25 September 2010

25 Sep: Rudolstadt via Lauscha

It rained most of the night, was still raining in the morning, and is still raining now at 6pm. The first real spell of rain on the trip, although we've had plenty of cloudy and partly-cloudy weather. Anyway, today we said goodby to our B&B hosts, Karl and Ursula Bredl, and left Bamberg for Rudolstadt.

Rudolstadt is not a place we particularly want to visit; it just happened to be halfway from Bamberg to Goslar, which is our next base of operations. We drove through the rain and low clouds along small roads that went up and down through heavily-wooded valleys. This is (according to our atlas) winter-sports country. There were no obvious ski resorts or slopes. Maybe cross-country skiing? Anyway, it looked as if it would be very pretty country, if we could have seen it through the fog.

Lauscha

Along the way we stopped in Lauscha to see a museum of glass. Since this is not in either of our guidebooks, there is no way of knowing how David happened to include it in the Purple Plan, but there it was.

Not long after starting north from Bamberg we began to notice how the houses were no longer stucco-coated but rather, covered in fine slate. By Lauscha, almost all the houses were slate-walled.

Here's a particularly elegant example. Note the bulgy windows, no doubt hand-blown in this town where every other shop is selling handmade glass objects.

The museum had interesting displays of glass technique, some history of the industry in Lauscha, and some art pieces (but, alas, no English labels).

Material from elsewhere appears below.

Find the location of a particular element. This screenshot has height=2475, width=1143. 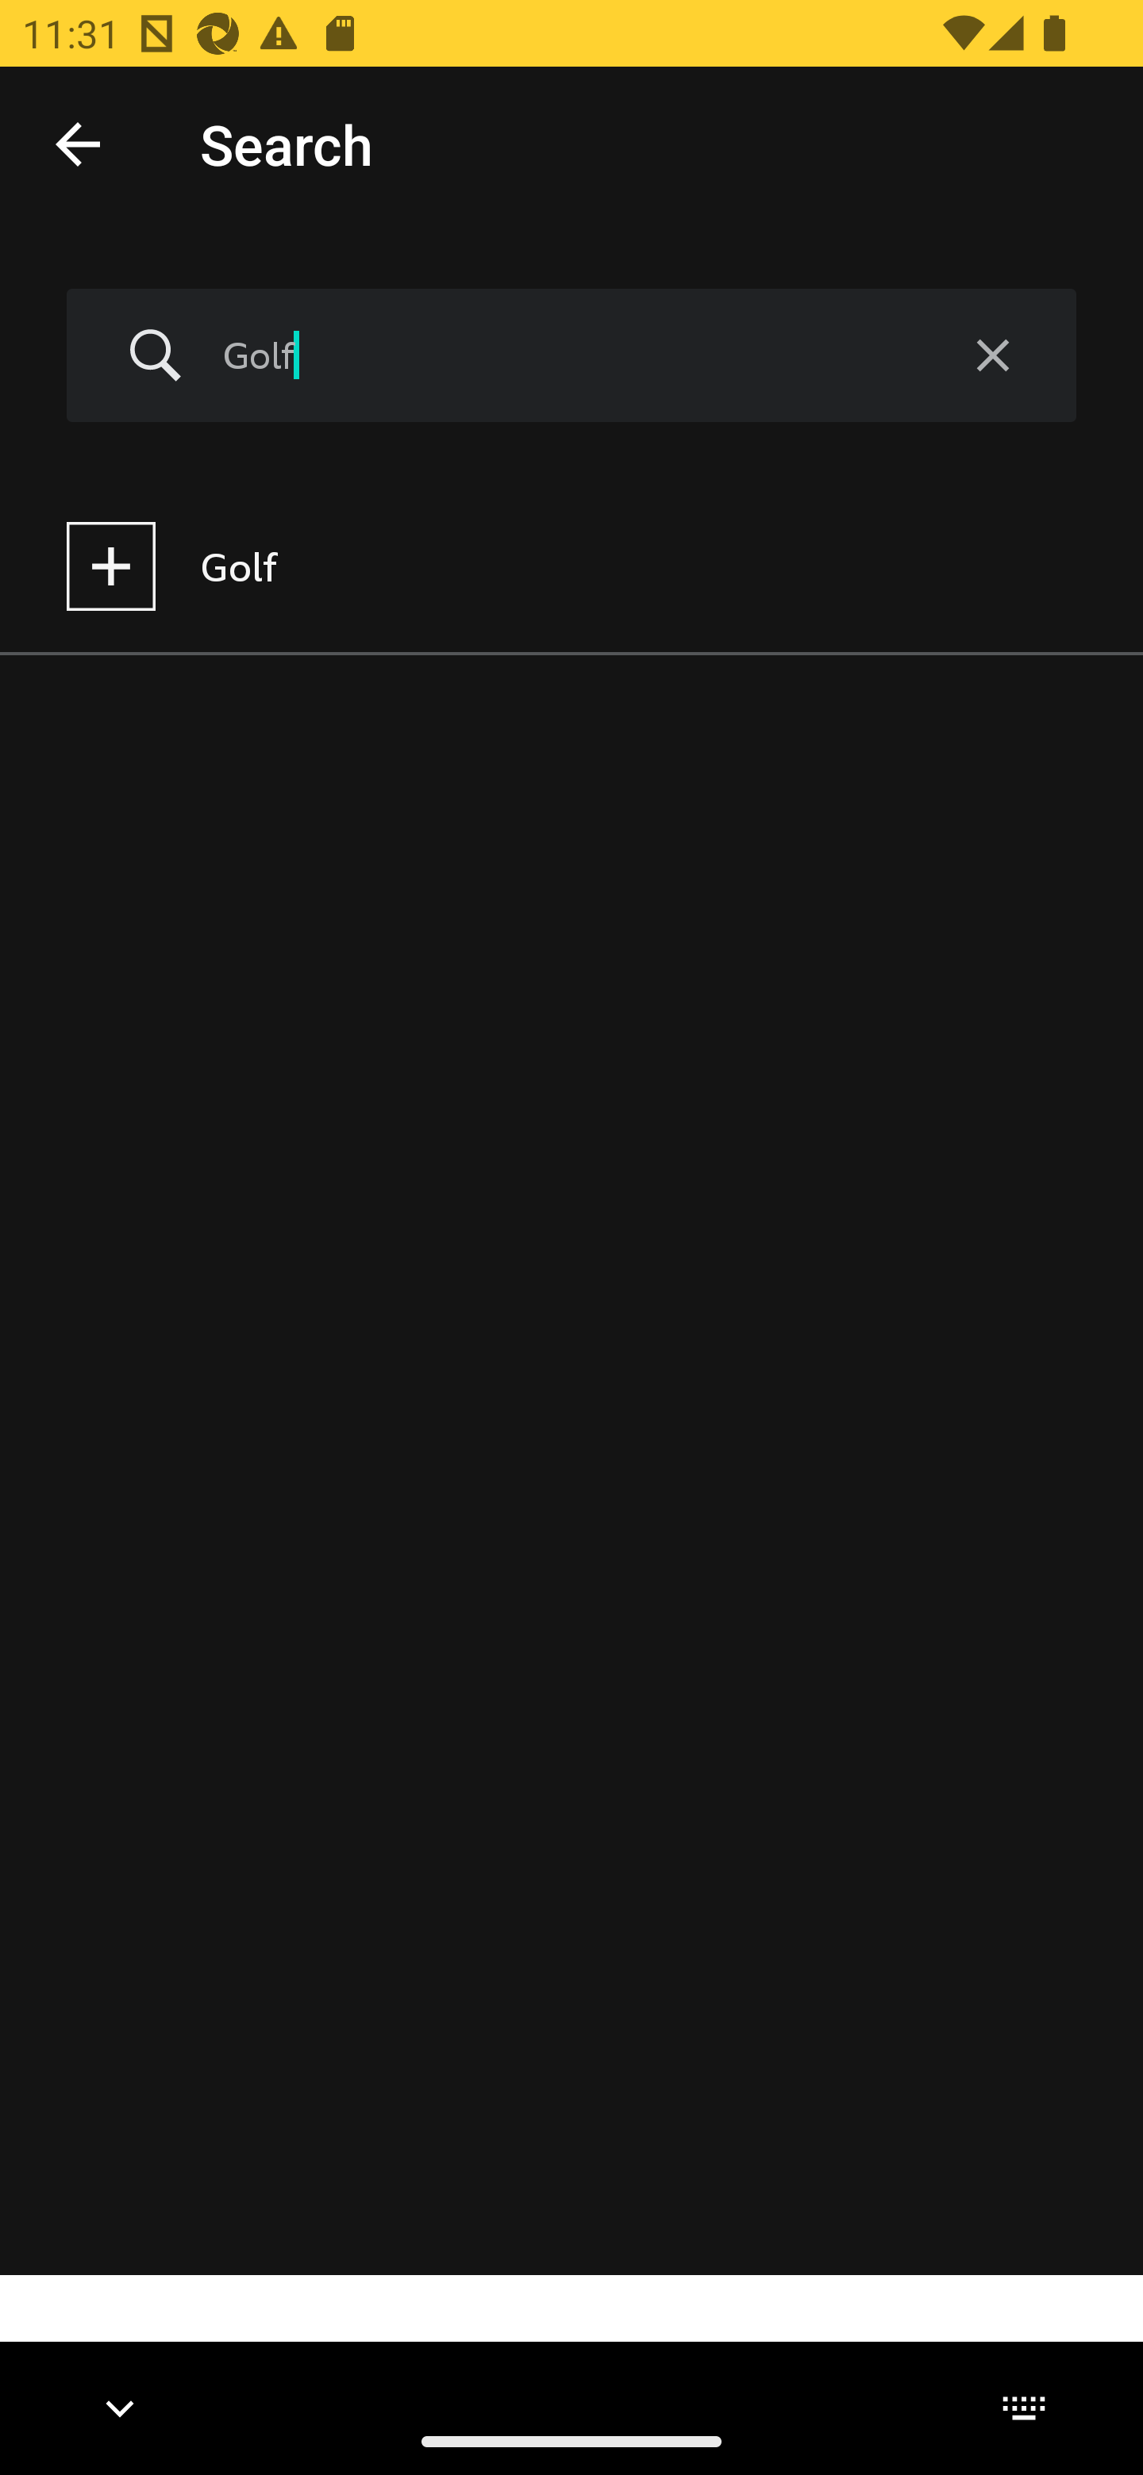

Here is a very elegant teapot.

There were nice things in the shops, too. We bought some small objects in this shop.

Marian under umbrella eyes the goods.

The lady whose shop this was, and who made all the things in it, was a real artist, selling really unique things, unlike the fairly kitschy items in other shops in the village. Also she didn't take credit cards and isn't on the internet. "I don't like," she said.

Umleitung/Detour

We headed out on "yellow" roads (secondary ones, in our atlas) for Rudolstadt. After a while we noted the dreaded Umleitung sign. The German roads are so well-maintained, but the price of that is frequent maintenance. When they want to work on a secondary road, they just close it. Well before the closure, they put up the Umleitung (detour) arrow pointing off on some side road which, if you know the area or have a good map, will eventually lead to a road that leads to a road that brings you back to the route you want.

What they do not do, is go put up some more Umleitung signs to guide clueless foreigners through subsequent road junctions. Just the one sign, sorry, try that-a-way, and best of luck.

Actually this time Marian did know where we were in the atlas and we wouldn't have gotten lost even without Julie.

Julie-the-GPS's reaction to Umleitung is interesting. You start down what to her algorithm is the wrong road, and for a few kilometers, she keeps pointing out all the places where you could do a U-turn and get back on what she thinks is the right track.

Then, after a while, the deviant route comes to look shorter than a back-track would be, and suddenly she's pointing us ahead down the umleitung trail. Or something just as good. There's no way of knowing which way the German road department really meant us to go.

Four-Star

Rudolstadt was the one town where we aren't pre-booked in a hotel since last June. We'd find accommodation on the day. Approaching, Marian read about a hotel in the guidebook that sounded good: 4-star, recommended restaurant on the premises. So we put its address in Julie, and darn good thing we did, because we would never ever have found this place without. Julie led us through a suburb and up some alleys and along a wooded track to a hilltop. So we've moved up from an urban B&B to a 4-star (€120/night for a room with a view over Rudolstadt) place. Ah, the luxury. Tomorrow, back to 2-star land.